Monday, February 29, 2016

Excommunicating Vegetarians

14:1 As for the one who is weak in faith, welcome him, but not to quarrel over opinions. 2 One person believes he may eat anything, while the weak person eats only vegetables. 3 Let not the one who eats despise the one who abstains, and let not the one who abstains pass judgment on the one who eats, for God has welcomed him. 4 Who are you to pass judgment on the servant of another? It is before his own master [1] that he stands or falls. And he will be upheld, for the Lord is able to make him stand. (Romans 14:1-4 (ESV)
As for the one who is weak in faith, welcome him, but not to quarrel over opinions.
Those who were strong in faith, were suspicious whether those weak in faith even had faith. Should they allow them to come to the altar? This is where Christians are welcomed or turned away. In the early church this was what it meant to welcome someone, it was to open the altar to them. That this was even a question shows that to some extent “close communion” was practiced in the early church.
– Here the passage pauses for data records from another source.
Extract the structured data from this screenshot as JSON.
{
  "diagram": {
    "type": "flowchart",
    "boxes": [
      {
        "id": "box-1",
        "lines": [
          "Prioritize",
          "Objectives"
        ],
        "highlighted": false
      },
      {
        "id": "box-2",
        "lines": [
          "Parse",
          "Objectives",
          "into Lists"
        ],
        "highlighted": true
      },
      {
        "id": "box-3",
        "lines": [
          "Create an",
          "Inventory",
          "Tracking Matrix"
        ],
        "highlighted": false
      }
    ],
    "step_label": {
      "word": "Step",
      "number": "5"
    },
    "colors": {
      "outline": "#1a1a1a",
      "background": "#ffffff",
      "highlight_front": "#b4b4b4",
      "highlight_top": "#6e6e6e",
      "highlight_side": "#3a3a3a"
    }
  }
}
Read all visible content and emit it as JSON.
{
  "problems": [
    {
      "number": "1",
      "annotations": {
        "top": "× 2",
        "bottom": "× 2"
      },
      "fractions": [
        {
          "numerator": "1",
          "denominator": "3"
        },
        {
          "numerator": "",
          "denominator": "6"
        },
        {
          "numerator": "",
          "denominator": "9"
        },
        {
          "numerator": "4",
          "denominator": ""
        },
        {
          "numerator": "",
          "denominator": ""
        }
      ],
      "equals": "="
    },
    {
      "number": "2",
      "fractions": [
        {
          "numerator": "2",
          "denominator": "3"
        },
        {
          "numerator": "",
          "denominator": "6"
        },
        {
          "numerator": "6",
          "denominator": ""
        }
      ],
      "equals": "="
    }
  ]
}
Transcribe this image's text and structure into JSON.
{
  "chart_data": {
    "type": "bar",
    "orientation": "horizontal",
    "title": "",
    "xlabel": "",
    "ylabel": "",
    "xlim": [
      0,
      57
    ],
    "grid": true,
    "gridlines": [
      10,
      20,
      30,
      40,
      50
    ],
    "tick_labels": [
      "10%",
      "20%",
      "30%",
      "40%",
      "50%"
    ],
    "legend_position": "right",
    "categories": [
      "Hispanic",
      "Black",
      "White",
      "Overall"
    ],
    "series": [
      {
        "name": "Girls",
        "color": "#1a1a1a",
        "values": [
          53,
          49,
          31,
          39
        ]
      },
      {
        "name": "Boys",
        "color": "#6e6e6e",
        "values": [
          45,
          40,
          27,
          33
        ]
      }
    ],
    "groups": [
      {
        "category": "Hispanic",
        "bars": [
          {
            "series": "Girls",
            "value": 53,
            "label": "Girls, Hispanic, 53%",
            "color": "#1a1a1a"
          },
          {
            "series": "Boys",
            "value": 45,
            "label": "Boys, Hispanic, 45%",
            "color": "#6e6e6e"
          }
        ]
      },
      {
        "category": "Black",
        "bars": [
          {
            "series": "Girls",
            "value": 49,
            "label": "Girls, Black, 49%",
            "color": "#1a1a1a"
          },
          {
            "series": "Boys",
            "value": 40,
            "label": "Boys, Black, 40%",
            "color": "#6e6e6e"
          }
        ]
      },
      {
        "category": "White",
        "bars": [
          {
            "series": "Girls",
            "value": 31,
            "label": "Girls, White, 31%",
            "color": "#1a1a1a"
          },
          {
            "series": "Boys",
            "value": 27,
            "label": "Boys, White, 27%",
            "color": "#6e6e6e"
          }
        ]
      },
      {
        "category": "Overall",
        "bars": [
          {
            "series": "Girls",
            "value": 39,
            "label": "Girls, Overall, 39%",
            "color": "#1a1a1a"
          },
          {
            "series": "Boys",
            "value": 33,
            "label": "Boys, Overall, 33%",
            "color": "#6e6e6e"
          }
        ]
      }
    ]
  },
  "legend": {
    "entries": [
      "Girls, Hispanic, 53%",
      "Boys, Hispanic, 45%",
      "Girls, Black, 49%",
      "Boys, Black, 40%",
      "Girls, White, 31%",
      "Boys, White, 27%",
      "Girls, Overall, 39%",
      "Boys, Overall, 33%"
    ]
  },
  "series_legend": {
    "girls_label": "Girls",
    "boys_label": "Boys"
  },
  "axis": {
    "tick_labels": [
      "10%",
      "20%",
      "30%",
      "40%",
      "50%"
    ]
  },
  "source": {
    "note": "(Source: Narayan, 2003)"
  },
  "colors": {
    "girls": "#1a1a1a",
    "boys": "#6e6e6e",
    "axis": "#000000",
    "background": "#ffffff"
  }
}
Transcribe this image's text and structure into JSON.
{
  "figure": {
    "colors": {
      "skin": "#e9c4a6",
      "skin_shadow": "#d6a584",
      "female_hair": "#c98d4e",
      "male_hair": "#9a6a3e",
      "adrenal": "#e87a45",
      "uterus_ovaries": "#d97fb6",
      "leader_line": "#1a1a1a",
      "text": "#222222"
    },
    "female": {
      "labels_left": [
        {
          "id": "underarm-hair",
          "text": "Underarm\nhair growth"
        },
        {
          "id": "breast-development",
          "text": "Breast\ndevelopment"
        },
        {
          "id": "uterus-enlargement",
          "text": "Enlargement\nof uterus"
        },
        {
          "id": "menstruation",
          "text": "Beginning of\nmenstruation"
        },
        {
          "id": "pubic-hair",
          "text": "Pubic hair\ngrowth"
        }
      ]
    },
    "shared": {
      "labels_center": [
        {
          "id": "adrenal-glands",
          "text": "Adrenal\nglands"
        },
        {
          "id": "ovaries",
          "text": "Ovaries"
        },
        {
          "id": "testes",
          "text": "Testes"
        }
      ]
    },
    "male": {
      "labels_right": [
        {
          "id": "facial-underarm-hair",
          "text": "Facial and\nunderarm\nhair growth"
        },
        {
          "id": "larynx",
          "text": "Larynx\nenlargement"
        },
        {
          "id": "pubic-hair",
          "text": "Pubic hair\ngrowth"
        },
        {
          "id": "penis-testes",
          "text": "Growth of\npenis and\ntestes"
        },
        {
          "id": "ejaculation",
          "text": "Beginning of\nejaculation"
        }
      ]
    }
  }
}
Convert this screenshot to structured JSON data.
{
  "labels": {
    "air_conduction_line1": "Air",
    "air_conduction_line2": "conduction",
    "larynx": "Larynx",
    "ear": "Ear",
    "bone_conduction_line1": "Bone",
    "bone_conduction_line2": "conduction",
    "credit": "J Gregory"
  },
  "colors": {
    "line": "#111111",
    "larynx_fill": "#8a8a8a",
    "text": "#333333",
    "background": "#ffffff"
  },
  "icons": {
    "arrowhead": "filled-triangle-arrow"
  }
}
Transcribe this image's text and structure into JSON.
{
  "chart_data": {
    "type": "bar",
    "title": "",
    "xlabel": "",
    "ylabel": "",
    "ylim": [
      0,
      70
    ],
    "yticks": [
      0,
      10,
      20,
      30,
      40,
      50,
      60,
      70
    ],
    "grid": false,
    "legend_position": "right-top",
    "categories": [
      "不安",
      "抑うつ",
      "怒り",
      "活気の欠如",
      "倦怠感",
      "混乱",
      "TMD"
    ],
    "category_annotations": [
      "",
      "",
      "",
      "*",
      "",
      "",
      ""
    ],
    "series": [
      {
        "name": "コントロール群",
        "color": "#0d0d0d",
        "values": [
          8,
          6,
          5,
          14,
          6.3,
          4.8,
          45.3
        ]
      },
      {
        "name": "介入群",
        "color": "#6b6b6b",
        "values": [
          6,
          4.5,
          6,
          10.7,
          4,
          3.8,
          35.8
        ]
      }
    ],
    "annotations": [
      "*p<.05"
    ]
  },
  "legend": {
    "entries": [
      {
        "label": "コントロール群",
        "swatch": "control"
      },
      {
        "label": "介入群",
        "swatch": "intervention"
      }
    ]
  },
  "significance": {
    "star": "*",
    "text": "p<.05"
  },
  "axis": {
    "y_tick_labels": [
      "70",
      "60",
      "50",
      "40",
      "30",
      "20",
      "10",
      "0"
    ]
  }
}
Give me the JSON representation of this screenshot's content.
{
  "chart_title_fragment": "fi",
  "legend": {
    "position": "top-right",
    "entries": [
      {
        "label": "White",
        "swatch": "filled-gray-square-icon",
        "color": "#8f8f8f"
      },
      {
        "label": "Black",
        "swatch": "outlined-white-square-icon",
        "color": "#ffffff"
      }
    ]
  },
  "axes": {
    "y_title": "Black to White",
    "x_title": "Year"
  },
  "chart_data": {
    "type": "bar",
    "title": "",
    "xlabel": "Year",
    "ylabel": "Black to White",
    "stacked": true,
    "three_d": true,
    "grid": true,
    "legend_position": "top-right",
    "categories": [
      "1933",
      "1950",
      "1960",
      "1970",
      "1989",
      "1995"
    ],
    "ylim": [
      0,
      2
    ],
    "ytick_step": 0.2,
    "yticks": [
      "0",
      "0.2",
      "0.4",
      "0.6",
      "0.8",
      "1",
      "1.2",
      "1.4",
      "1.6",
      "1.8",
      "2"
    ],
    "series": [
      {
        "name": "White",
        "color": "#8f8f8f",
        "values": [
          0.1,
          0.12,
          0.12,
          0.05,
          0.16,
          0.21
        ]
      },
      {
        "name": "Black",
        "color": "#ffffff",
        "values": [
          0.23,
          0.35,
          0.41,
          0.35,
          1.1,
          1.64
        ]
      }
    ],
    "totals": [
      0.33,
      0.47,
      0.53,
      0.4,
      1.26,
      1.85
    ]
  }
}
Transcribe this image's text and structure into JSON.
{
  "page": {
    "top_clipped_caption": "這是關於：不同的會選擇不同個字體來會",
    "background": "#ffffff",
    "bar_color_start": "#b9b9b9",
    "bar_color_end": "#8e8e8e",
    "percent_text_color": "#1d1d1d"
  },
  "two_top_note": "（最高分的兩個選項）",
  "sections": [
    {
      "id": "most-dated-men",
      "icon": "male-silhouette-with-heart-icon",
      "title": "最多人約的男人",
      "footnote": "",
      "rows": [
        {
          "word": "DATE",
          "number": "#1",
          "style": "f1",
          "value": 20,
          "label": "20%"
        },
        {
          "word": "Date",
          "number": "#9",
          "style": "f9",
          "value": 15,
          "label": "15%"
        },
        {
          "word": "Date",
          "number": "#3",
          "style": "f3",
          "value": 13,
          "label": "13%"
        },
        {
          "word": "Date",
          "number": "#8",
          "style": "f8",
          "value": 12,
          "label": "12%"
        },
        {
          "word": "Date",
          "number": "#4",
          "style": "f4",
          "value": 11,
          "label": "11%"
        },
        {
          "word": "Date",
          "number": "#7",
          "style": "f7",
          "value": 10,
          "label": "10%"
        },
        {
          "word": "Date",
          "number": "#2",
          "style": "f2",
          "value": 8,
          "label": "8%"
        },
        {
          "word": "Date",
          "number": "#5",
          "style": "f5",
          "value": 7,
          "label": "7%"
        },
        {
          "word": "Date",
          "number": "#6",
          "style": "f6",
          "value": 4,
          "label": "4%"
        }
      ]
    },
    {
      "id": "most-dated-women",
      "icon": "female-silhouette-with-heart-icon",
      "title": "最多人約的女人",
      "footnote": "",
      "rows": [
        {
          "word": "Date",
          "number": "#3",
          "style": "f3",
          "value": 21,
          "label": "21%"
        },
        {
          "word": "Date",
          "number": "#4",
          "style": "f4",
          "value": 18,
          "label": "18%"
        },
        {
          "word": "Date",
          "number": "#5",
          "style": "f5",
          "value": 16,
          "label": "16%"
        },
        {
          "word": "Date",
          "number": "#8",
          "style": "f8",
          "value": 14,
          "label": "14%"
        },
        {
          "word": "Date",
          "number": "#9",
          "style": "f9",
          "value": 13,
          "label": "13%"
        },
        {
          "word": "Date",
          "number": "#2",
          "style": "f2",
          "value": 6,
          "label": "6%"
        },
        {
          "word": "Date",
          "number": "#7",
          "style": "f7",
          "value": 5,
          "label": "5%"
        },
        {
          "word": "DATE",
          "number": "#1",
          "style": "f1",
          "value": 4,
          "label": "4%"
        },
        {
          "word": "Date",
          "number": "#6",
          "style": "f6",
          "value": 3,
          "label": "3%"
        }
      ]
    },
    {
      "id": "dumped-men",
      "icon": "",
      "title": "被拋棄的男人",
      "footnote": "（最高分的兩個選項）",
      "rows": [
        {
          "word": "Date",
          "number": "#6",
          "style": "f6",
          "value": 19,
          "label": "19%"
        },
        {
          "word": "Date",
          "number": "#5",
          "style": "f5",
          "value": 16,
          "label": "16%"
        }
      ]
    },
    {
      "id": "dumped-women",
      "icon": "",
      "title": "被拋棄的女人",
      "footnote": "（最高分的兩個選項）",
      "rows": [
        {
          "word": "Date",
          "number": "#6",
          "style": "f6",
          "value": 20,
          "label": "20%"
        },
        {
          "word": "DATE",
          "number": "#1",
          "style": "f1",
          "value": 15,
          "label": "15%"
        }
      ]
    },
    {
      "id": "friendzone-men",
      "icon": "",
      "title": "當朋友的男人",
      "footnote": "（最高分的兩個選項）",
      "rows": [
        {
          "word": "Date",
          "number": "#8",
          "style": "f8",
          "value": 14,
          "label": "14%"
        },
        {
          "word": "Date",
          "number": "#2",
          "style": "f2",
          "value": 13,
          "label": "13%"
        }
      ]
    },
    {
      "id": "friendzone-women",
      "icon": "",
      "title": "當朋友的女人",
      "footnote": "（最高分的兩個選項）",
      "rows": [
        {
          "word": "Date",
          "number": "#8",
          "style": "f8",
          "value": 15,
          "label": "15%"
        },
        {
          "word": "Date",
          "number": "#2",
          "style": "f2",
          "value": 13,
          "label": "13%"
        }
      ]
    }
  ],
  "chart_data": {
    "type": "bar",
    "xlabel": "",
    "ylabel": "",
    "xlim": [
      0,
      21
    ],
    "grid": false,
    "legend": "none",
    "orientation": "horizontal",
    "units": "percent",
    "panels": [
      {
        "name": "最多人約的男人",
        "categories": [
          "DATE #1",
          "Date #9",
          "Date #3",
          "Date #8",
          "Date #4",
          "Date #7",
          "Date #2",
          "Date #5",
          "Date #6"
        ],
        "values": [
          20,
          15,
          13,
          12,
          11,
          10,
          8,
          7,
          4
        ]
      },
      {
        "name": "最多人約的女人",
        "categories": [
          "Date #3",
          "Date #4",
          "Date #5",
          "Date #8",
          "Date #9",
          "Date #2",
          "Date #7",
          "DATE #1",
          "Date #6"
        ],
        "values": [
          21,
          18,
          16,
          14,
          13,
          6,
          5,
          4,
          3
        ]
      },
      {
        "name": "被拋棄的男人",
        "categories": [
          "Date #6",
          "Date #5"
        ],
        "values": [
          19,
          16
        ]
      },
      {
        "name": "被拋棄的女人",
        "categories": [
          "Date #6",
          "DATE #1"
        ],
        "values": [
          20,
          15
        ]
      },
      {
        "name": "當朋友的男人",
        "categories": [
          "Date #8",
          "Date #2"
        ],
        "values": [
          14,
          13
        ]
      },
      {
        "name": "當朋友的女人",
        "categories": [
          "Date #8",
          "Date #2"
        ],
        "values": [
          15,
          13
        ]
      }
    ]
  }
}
I for one can see why the early church wanted to excommunicate all vegetarians. They are normally obnoxious people. Of course, vegetarians today would be vegetarians for completely different reasons than the vegetarians of the early church. They were vegetarians because all the meat had been sacrificed to idols. These people would not get along with vegetarians today, because vegetarians today hang out in Indian restaurants that double as Hindu shrines where all the food is offered to Hindu idols. Well, not all of them do I suppose. But no one asks these days either, and these vegetarians wouldn’t be caught dead in a place where it was even a question. The strong Christians made use of their liberty, they didn’t worship false Gods. They just didn’t care if the food was offered to an idol or not. They knew that it had no bearing on their faith with God. They knew that eating the meat by itself was not showing faith or worshiping a false god.  
So we have the weak Christians and the strong Christians. Paul’s counsel is that we should not judge one another. We all have the same judge, and we should let him judge how he sees fit. Look to ourselves. In some of these things, we all have to make our own decisions for ourselves, but we can’t make them for others. At some point, we even have to let our children make their own decisions in regard to all those things.
But I do often wonder to what extent we in the west can apply these teachings to ourselves today. Perhaps in regards to worship? Contemporary vs. Traditional vs. Liturgical?  Most often today it is applied to things like alcohol, dancing, smoking or watching the movie Dead Pool. Can a Christian cuss? We pass judgment on each other. It tears the church up. I’m not always sure what the answers are. We let our preferences tear our congregations apart when it comes to worship styles. There is something fundamentally wrong with that. On the other hand, no one has any right whatsoever passing judgment on another for drinking, smoking or dancing, let alone cussing. We have no business making up these rules, and when we do the church loses. Neither do we have reason to judge others for not doing those things.
Where scripture is silent, we remain silent. This is the Lutheran way of saying, “You are not allowed to make up rules and bind others to them.”  You know there is a whole world of people out there afraid to go to church because of rules that Christians have made up? Do we even know what it means anymore to eat and drink with sinners? I fear the church does not at times. I remember confusing a woman badly in Norway when I was drinking a beer in an Irish pub listening to Irish music. I told her I wanted to become a pastor. She didn’t believe me. She thought I was compromising my faith by having a beer, as if the kingdom of God had to do with eating and drinking. These are the weaker brothers today, in my estimation. People who have been given false notions of what it means to be a Christian. People who think they would not be welcome in church or that they would have to give up their friends in the bar to go to church. It’s not just in Norway that this happens. I’ve seen it all too often in America. We don’t get to make up these rules. If you want to abstain from such things for your own reasons go on ahead, but keep it between you and God. This is the thing though about the weaker brothers. It’s hard sometimes to tell the difference between them and a Pharisee. They constantly want you to abstain for their benefit, because they said so. How does that work? I think the strong brothers had to ask themselves this over and over again. At what point is it no longer to my weak brother’s benefit that I defer to his weakness?
This is something that has to be asked in seriousness. Today, no one is lead to believe that one is worshiping another god in any of these things that we clumsily try to apply to this text. In fact in this scenario when it is applied to drinking or smoking, or what have you today, it is those who make the rule that are guilty of the sin. They make the kingdom of heaven about eating and drinking, not going to movies, or dancing. They will often say they are offended. I’m sorry, but I don’t see them being offended in the Biblical sense of the word. In fact, I see them offending in the Biblical sense of the word in that they lead people to trust in what they do or don’t do as an assurance of their faith, or however they want to put it. In truth they make people believe that they are denying Christ for giving into a cigarette, or having a glass of wine with a friend. And that causes serious injury to a person’s faith.  It could embarrass them so bad they never come back to church where their faith is nourished by the word of God, by his forgiveness.